Once, on a junket to Azerbaijan, I remember looking over his shoulder as he manned the site for his editing shift. I was amazed at how this goofy guy in a baseball cap would sit down in front of his laptop and suddenly transform into the maestro of American media, fielding emails from some of the country’s highest-profile journalists begging him for a link.

Breitbart eventually left Drudge and started his own media mini-empire, a series of blogs marked with the “Big” Brand: Big Journalism, a conservative media monitor; Big Government, a libertarian blog; and Big Peace, a hawkish—occasionally freakishly so—foreign-policy site. Through his sites, he played a major role in promoting the Tea Party, speaking at events in far-flung cities across the country. He had plans, half-serious, I think, to start Big Black, a site for African-American conservatives, and at one point he said that he wanted me to edit Big Gay.

Which leads me to a point of more than just personal interest: In addition to being a new-media pioneer, Breitbart was a significant force in making the GOP, and the conservative movement more broadly, friendlier to gays. Not long after I met Breitbart, we began to engage in a series of debates about gay marriage, which sometimes found their way onto various radio talk shows that Breitbart would occasionally guest host.

Though he opposed gay marriage, it wasn’t the issue that got him out of bed every morning, and he argued not from a position of religious conviction, but tradition: The ideal family situation for children, he said, was with a mother and father. (Despite his image of a wild man, he was a devoted father and loving husband; he once told me, in dead seriousness, that the only reason he wasn’t a massive failure in life was because of his wife.) Breitbart himself was raised Jewish by adoptive parents, and while he was in no sense a religious man, he had a respect for religion and religious people.

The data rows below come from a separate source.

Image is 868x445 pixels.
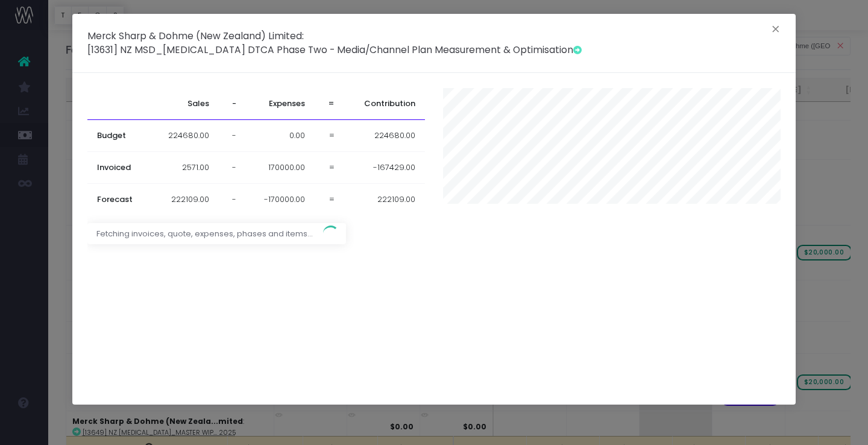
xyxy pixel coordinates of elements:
[345,183,425,215] td: 222109.00
[87,119,150,151] th: Budget
[218,88,246,120] th: -
[150,119,218,151] td: 224680.00
[345,88,425,120] th: Contribution
[246,119,314,151] td: 0.00
[314,88,344,120] th: =
[345,151,425,183] td: -167429.00
[87,183,150,215] th: Forecast
[345,119,425,151] td: 224680.00
[246,88,314,120] th: Expenses
[763,21,788,40] button: Close
[218,151,246,183] td: -
[246,151,314,183] td: 170000.00
[314,183,344,215] td: =
[218,119,246,151] td: -
[218,183,246,215] td: -
[87,29,763,57] h5: :
[87,223,322,245] span: Fetching invoices, quote, expenses, phases and items...
[314,119,344,151] td: =
[87,151,150,183] th: Invoiced
[87,29,302,43] span: Merck Sharp & Dohme (New Zealand) Limited
[150,183,218,215] td: 222109.00
[150,151,218,183] td: 2571.00
[150,88,218,120] th: Sales
[246,183,314,215] td: -170000.00
[314,151,344,183] td: =
[87,43,582,57] span: [13631] NZ MSD_[MEDICAL_DATA] DTCA Phase Two - Media/Channel Plan Measurement & Optimisation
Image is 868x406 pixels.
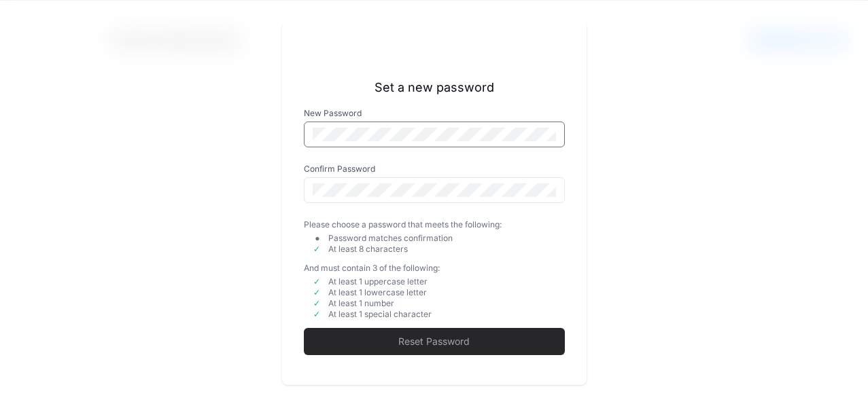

Breitbart was the rare sort of conservative who was as comfortable among Christian evangelicals as he was among gay people; some of his favorite music was 1980s British New Wave, and it doesn’t get much gayer than that. Perhaps this is what led some of his left-wing detractors to insinuate that he was gay himself, an accusation that didn’t seem to bother him at all.

In 2010, Breitbart joined the board of GOProud, a conservative gay organization. The following year, when the Conservative Political Action Conference announced that it would ban GOProud from its conference in deference to complaints from social conservative groups like the Family Research Council, Breitbart pulled out of the conference and declared that he would host a party for the “homocons” instead. His attitude on gays, like on most things, was shaped by the socially liberal milieux in which he was formed: southern California and New Orleans, where he attended Tulane University.

Breitbart was loathed as much as he was loved, which is just the way he wanted it. I didn’t always approve of his tactics, and I can’t say how history will judge his contributions to the worlds of media and politics. But today the American media lost one of its most perceptive innovators—a man who was so much smarter than the court jester his haters thought him to be.

James Kirchick, a visiting fellow at the Brookings Institution, is a columnist at Tablet magazine and the author of The End of Europe: Dictators, Demagogues and the Coming Dark Age. He is writing a history of gay Washington, D.C. His Twitter feed is @jkirchick.

James Kirchick is a Tablet columnist and the author of Secret City: The Hidden History of Gay Washington (Henry Holt, 2022). He tweets @jkirchick.